Deep level                                          Surface level

I have hurt I.                                          I have hurt myself.


Deep level 

              You wash you

Intermediate level

              You wash yourself

Surface level

  Wash yourself


Deep level             

You will it down                           

Intermediate level

You will sit down, won’t you

Surface level

Sit down, won’t you


Nativists

‘the logical problem of language acquisition’

Why do children produce the language they could not have heard in the input?

Because language ability is innate.

Creativity is another fundamental aspect of language which is stressed by Chomsky.

humans have the ability to understand and produce novel, e.g. Giraffe under in walks gorilla the

Chomsky also uses ‘creativity’ in a second subsidiary sense to mean that utterances are not controlled by external happenings; e.g. the appearance of a daffodil does not force a human to say ‘Daffodil’ – he can say whatever he likes: ‘What a lovely colour’, It’s spring, I must remember to clean my car’ or ‘Why do flowers always give me hay fever?’

Chomsky’s belief that humans are genetically imprinted with knowledge about language is referred to as ‘the innateness hypothesis’.

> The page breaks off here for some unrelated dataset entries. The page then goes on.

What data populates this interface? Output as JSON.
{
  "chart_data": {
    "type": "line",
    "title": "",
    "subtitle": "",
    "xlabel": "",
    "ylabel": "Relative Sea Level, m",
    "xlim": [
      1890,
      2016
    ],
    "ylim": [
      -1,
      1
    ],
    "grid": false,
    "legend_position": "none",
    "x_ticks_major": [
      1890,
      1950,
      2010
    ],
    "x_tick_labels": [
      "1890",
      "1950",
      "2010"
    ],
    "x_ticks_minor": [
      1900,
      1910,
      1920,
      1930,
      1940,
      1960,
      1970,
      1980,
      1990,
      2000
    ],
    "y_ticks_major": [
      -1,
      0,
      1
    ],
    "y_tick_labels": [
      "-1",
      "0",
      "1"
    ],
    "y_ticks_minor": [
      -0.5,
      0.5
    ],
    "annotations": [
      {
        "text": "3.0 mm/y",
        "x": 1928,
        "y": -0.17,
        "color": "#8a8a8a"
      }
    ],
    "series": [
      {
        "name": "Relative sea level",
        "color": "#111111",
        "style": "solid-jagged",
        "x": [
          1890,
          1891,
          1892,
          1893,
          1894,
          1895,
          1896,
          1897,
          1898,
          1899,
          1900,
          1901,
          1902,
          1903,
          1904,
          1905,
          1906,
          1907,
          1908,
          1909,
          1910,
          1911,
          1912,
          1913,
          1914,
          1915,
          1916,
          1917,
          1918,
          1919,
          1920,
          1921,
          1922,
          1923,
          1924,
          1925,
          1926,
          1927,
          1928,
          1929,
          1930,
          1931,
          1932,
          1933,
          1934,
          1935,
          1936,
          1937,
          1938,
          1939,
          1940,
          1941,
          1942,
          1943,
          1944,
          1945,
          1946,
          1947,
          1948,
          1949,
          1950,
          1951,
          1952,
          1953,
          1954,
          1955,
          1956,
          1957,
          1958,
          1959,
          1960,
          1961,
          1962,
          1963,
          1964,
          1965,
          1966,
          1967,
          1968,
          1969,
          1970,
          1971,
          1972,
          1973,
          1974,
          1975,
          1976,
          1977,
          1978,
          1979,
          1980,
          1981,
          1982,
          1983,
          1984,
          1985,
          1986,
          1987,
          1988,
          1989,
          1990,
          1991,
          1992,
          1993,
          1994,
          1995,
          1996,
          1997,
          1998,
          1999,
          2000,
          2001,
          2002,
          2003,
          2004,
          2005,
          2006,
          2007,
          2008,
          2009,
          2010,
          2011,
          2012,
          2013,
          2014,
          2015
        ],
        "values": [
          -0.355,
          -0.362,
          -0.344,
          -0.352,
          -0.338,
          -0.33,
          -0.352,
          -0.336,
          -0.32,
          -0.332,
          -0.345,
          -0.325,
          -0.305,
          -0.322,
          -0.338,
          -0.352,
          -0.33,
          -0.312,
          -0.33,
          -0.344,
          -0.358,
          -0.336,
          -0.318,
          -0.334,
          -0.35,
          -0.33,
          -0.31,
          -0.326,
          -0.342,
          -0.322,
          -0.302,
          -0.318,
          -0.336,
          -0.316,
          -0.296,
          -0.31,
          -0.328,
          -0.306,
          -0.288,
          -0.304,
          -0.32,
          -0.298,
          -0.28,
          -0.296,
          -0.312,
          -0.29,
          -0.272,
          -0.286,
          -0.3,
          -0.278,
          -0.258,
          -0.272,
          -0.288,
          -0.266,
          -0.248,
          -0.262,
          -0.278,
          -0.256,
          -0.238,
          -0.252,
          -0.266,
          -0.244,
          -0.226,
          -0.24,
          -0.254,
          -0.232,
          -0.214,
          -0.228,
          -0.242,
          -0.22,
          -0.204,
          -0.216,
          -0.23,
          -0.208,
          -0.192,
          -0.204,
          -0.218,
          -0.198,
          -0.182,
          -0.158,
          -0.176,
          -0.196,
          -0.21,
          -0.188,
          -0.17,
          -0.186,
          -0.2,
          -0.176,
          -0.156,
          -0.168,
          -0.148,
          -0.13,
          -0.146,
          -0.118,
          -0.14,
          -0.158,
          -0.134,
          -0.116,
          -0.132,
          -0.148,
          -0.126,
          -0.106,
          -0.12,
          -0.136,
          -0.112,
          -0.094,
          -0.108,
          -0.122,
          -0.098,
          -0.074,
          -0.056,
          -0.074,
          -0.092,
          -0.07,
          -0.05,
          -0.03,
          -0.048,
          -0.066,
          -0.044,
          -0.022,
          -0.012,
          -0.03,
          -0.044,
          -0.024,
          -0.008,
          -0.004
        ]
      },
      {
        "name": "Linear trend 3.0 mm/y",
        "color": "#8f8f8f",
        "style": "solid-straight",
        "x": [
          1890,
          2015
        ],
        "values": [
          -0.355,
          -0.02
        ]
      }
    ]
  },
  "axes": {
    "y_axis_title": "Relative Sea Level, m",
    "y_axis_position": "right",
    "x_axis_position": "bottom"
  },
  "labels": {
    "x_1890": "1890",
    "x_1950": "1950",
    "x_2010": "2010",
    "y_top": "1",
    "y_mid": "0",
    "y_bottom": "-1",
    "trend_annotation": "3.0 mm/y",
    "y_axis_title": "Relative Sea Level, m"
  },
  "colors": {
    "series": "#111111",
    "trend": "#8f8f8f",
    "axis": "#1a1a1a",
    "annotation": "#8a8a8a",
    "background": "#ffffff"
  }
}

The environment makes a basic contribution – the availability of people who speak to the child. The child, or rather the child’s biological endowment will do the rest. This is known as the innatist position.

Innateness

Virtually all children successfully learn their native language at a time in life when they would not be expected to learn anything else so complicated.  

Children successfully master the basic structure of their native language or dialect in a variety of conditions: some which would be expected to enhance language development (for example, caring, attentive parents who focus on the child’s language), and some which might be expected to inhibit it (for example abusing or rejecting parents).

The language children are exposed to does not contain examples of all the information which they eventually know.

Animals – even primates receiving intensive training from humans – cannot learn to manipulate a symbol system as complicated as the natural language of a three- or four-year-old human child.

Children seem to accomplish the complex task of language acquisition without having someone consistently point out to them which of the sentences they hear and produce are ‘correct’ and which are ‘ungrammatical’.